Indian railworkers freed in Kashmir

Two of four rail workers helping connect troubled Kashmir with India proper have been freed after being held for ransom, police said Thursday, as six people died in separatist violence in the state.

The 15-year-old struggle claimed more than 80,000 lives

A railway engineer, his brother and two locals involved in the project near Awantipora, 30 kilometres south of the summer capital Srinagar, were abducted by unidentified armed men while travelling in a car after work Wednesday.

One of the Kashmiris was freed late Wednesday and the other released Thursday, but a hunt was still on for Indian engineer Sudhir Kumar and his younger brother, a police spokesman said.

A police official said the abductors were demanding five million rupees ($111,000) to release the men, who were working on a long-delayed project to connect by rail the Muslim-majority Kashmir Valley around Srinagar to the winter capital Jammu and the rest of India.

A police statement blamed “Muslim” fighters for the abduction even though no one has claimed responsibility.

Muslim insurgents fighting Indian occupied Kashmir have rarely abducted for ransom, although early in 1989 they captured a number of Indian civil servants and relatives of pro-India politicians.

In other incidents in Kashmir, an Indian soldier and three separatists were killed in three separate shootouts overnight, a police spokesman said.

The abductors were demanding five million rupees ($111,000) to release the men

Indian police official

Separately, armed men burst into a house in northern Kupwara district late Wednesday killing a man and injuring a six year old child, who was in critical condition, the spokesman said.

Police also recovered a bullet-ridden body near the town of the central town of Kulgam. The nature of the killing was not immediately clear.

More than 40,000 people have died in the 15 year Kashmir insurgency by official count. Separatists put the toll at double that, between 80,000 and 100,000.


Work required: Each record below is to be copied word for word, with pictures removed.

Items from a data source
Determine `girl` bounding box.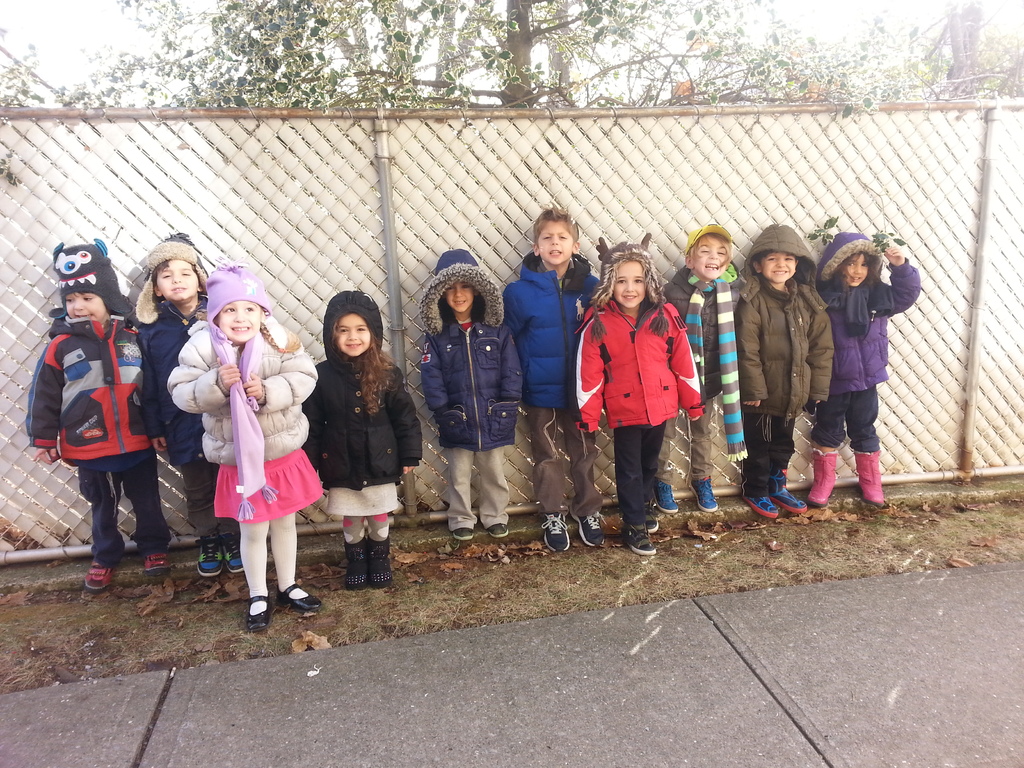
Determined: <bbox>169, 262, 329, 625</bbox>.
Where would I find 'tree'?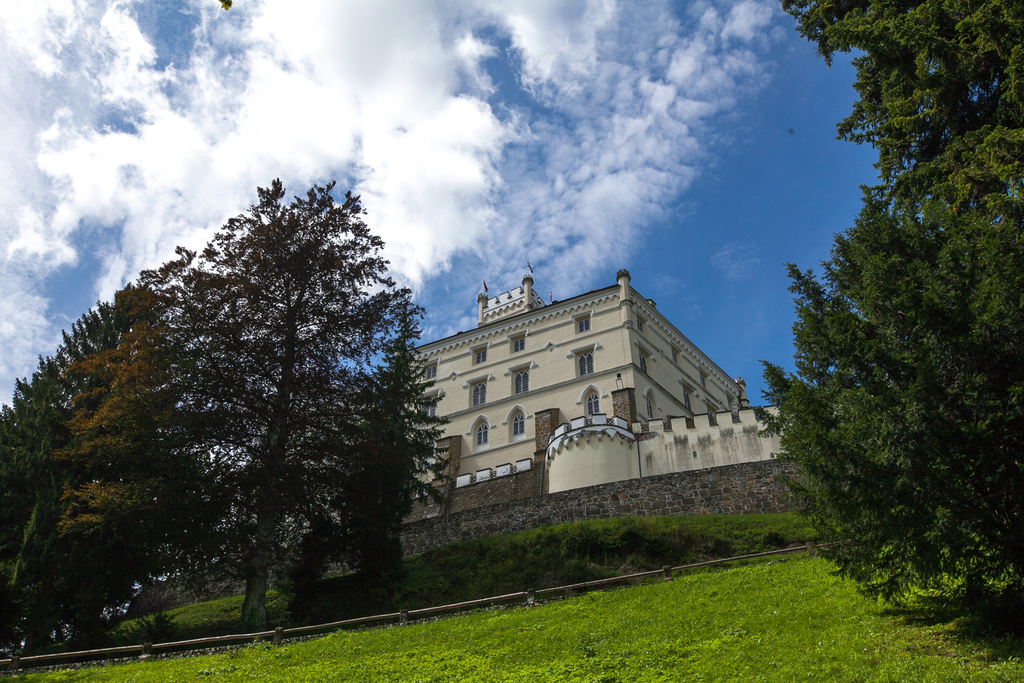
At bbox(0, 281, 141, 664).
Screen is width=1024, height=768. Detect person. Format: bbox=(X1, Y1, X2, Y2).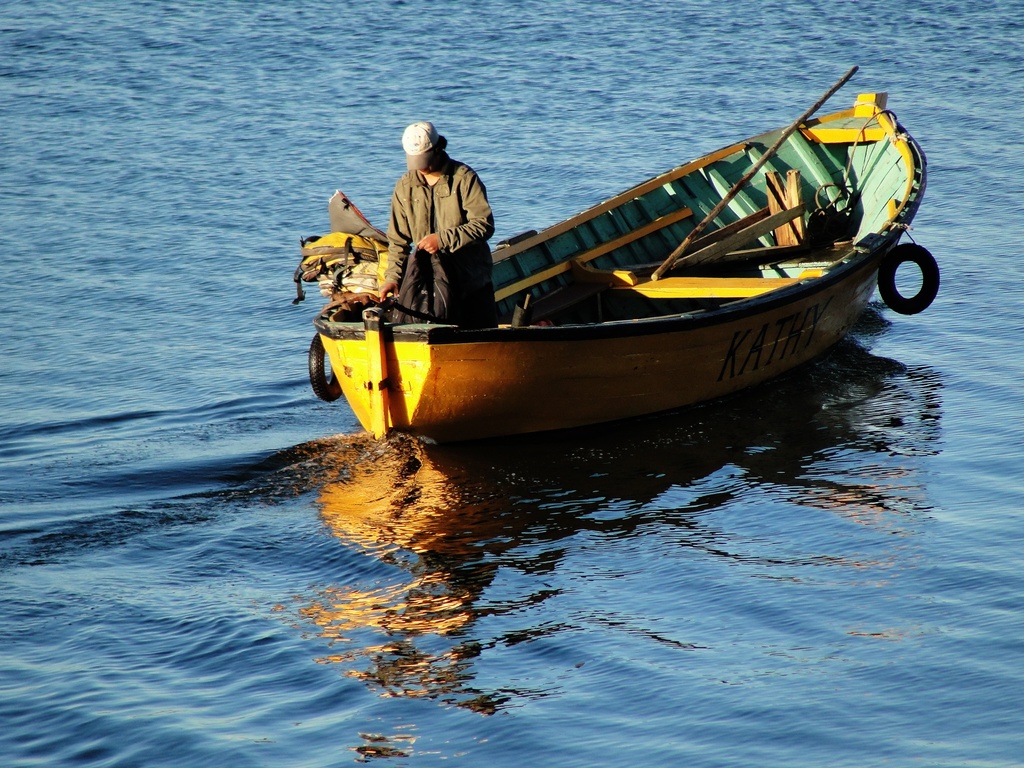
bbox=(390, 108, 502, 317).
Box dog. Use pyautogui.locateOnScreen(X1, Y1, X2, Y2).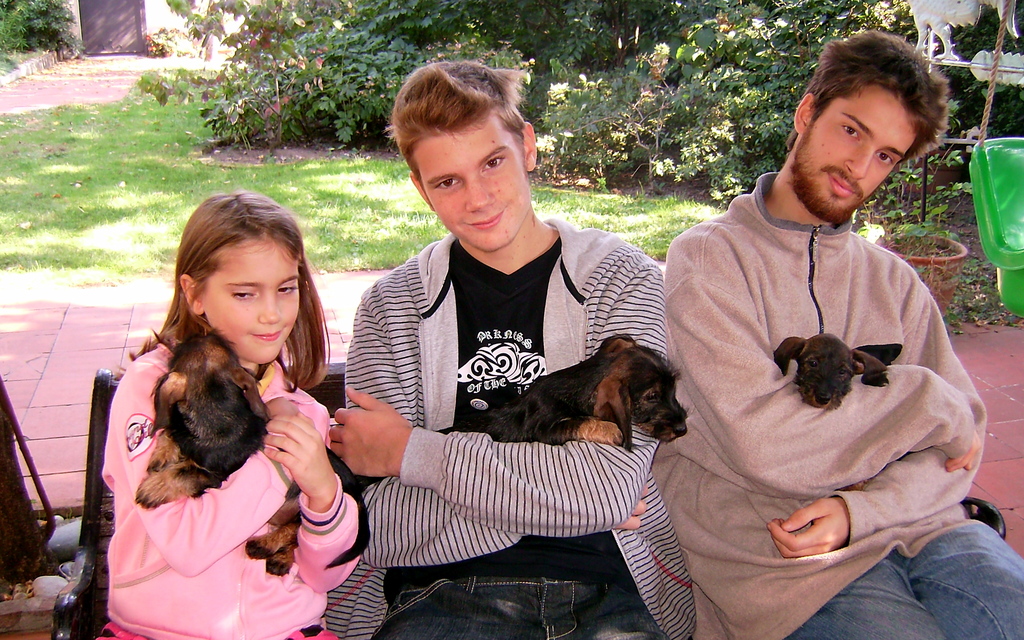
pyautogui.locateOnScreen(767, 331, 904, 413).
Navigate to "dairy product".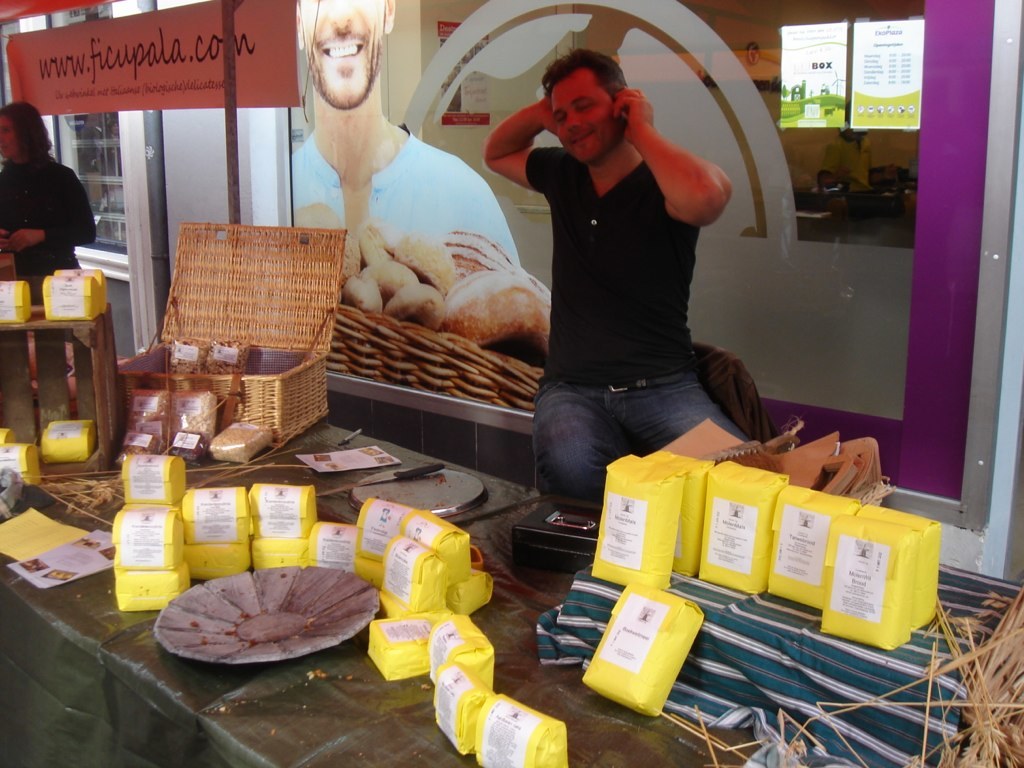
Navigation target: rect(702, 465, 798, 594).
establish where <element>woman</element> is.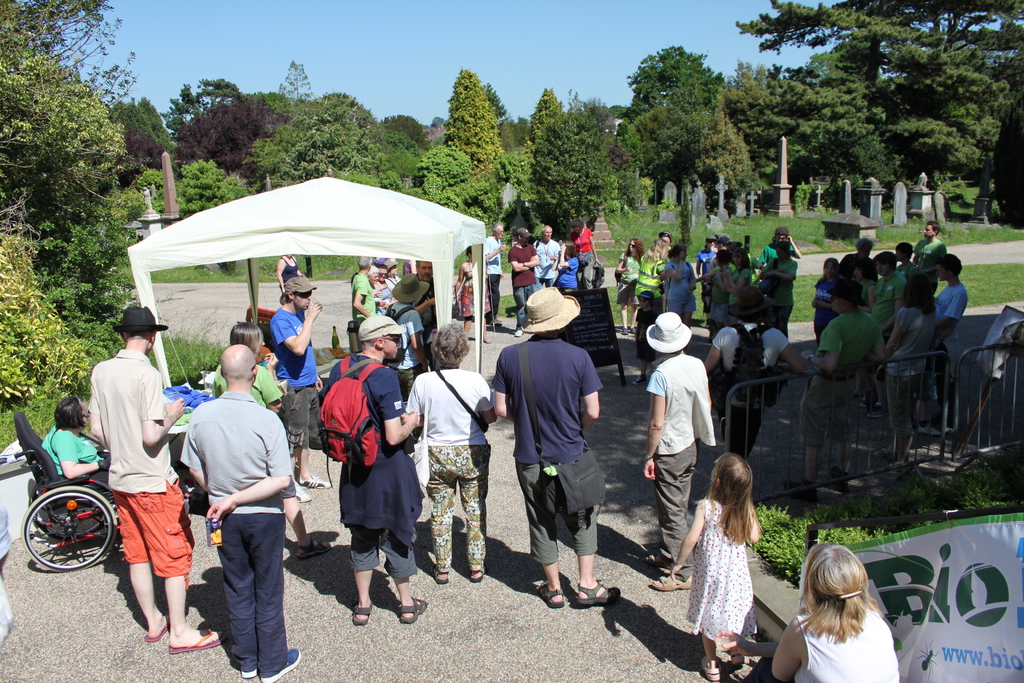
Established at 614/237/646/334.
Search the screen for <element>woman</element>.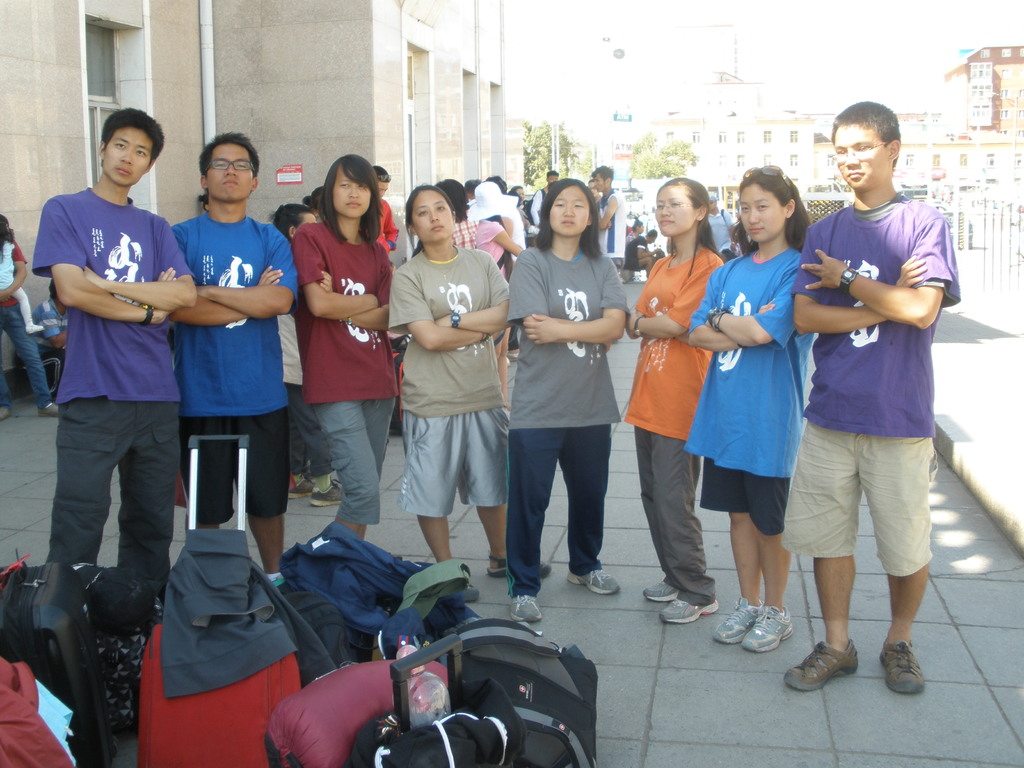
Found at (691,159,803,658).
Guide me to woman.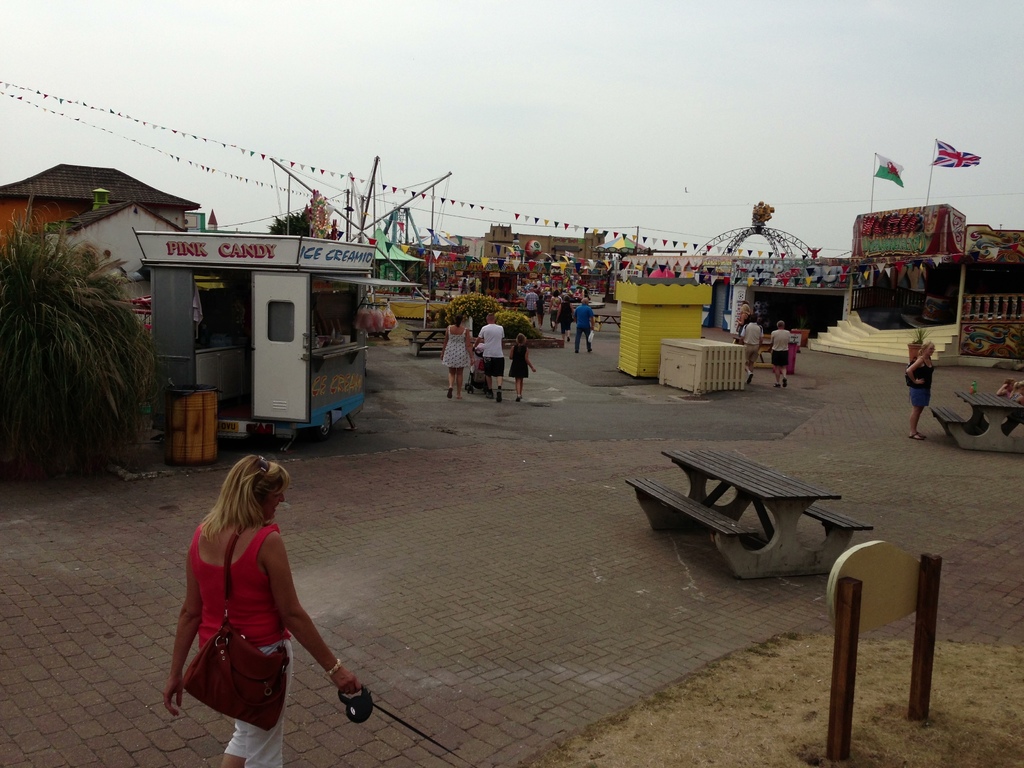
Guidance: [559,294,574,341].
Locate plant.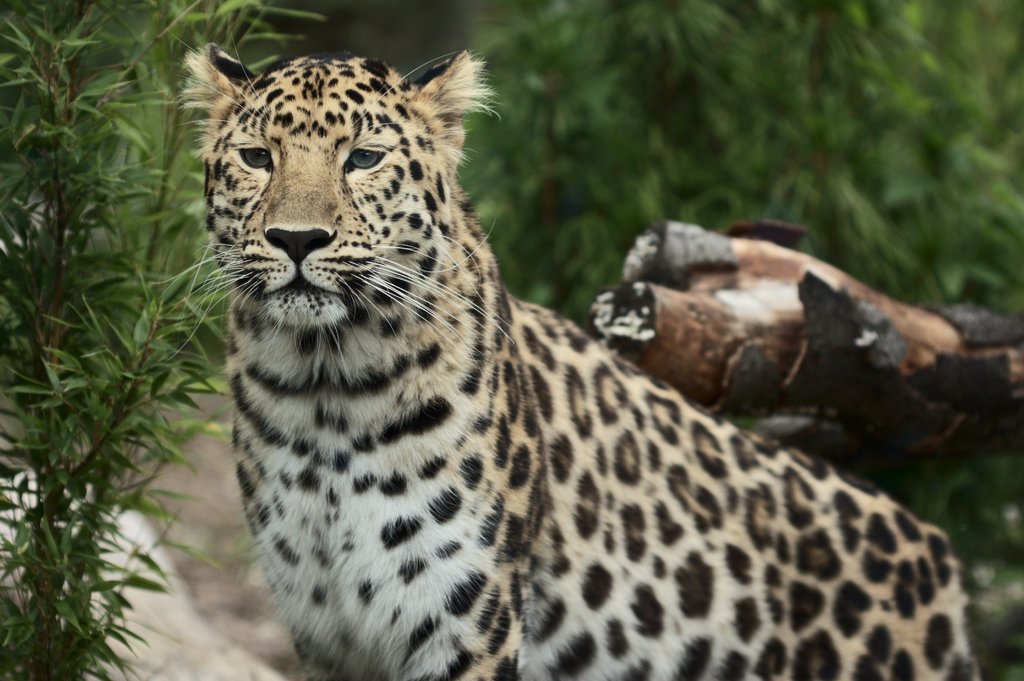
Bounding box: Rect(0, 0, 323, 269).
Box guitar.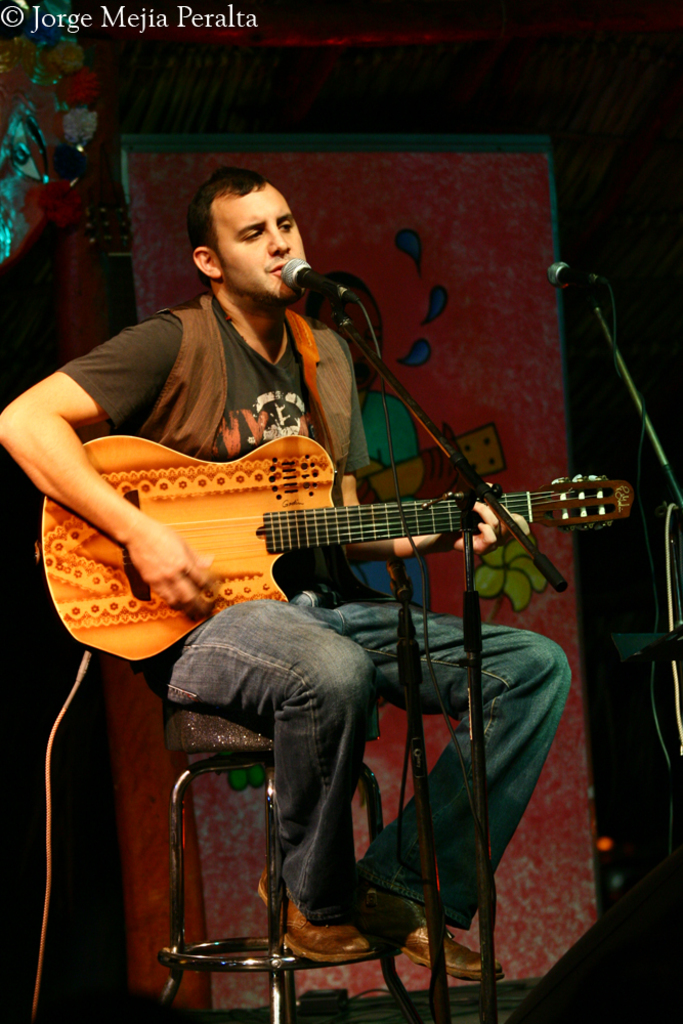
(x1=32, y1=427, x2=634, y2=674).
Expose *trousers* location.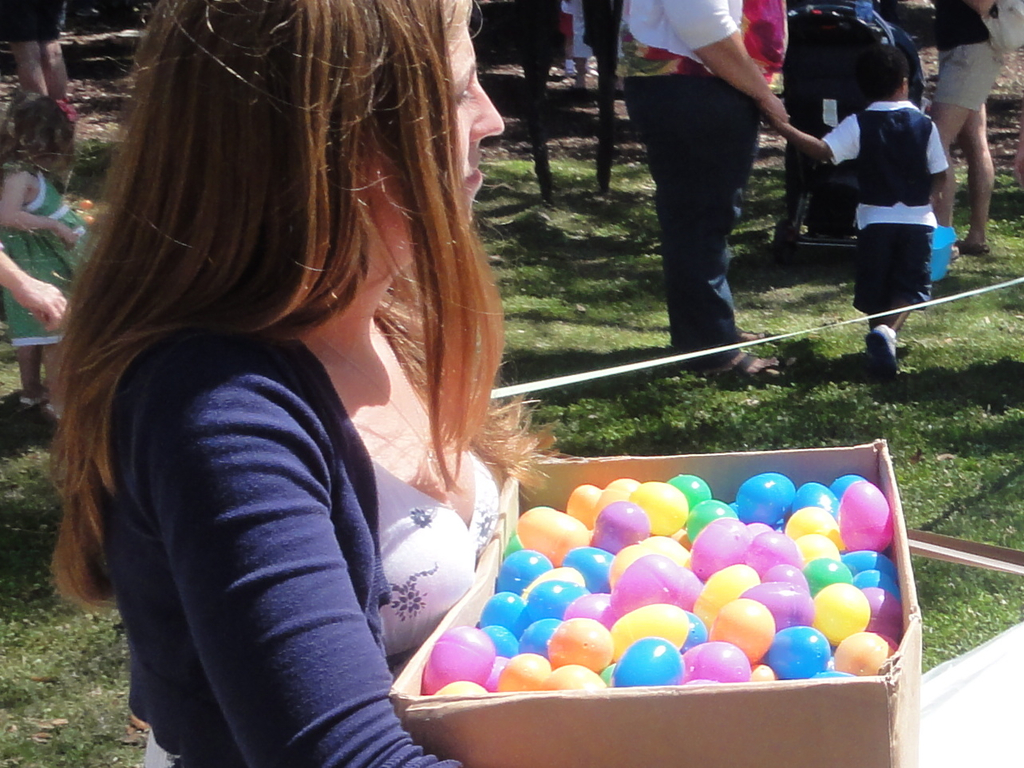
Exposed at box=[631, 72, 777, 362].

Solution to the exercise:
Determine `girl` bounding box.
Determined: <bbox>169, 262, 329, 625</bbox>.
Where would I find 'tree'?
At bbox(0, 281, 141, 664).
Screen is width=1024, height=768. Detect person. Format: bbox=(X1, Y1, X2, Y2).
bbox=(390, 108, 502, 317).
Box dog. Use pyautogui.locateOnScreen(X1, Y1, X2, Y2).
pyautogui.locateOnScreen(767, 331, 904, 413).
Navigate to "dairy product".
Navigation target: rect(702, 465, 798, 594).
establish where <element>woman</element> is.
Established at 614/237/646/334.
Search the screen for <element>woman</element>.
Found at (691,159,803,658).
Guide me to woman.
Guidance: [559,294,574,341].
Locate plant.
Bounding box: Rect(0, 0, 323, 269).
Box guitar.
(x1=32, y1=427, x2=634, y2=674).
Expose *trousers* location.
Exposed at box=[631, 72, 777, 362].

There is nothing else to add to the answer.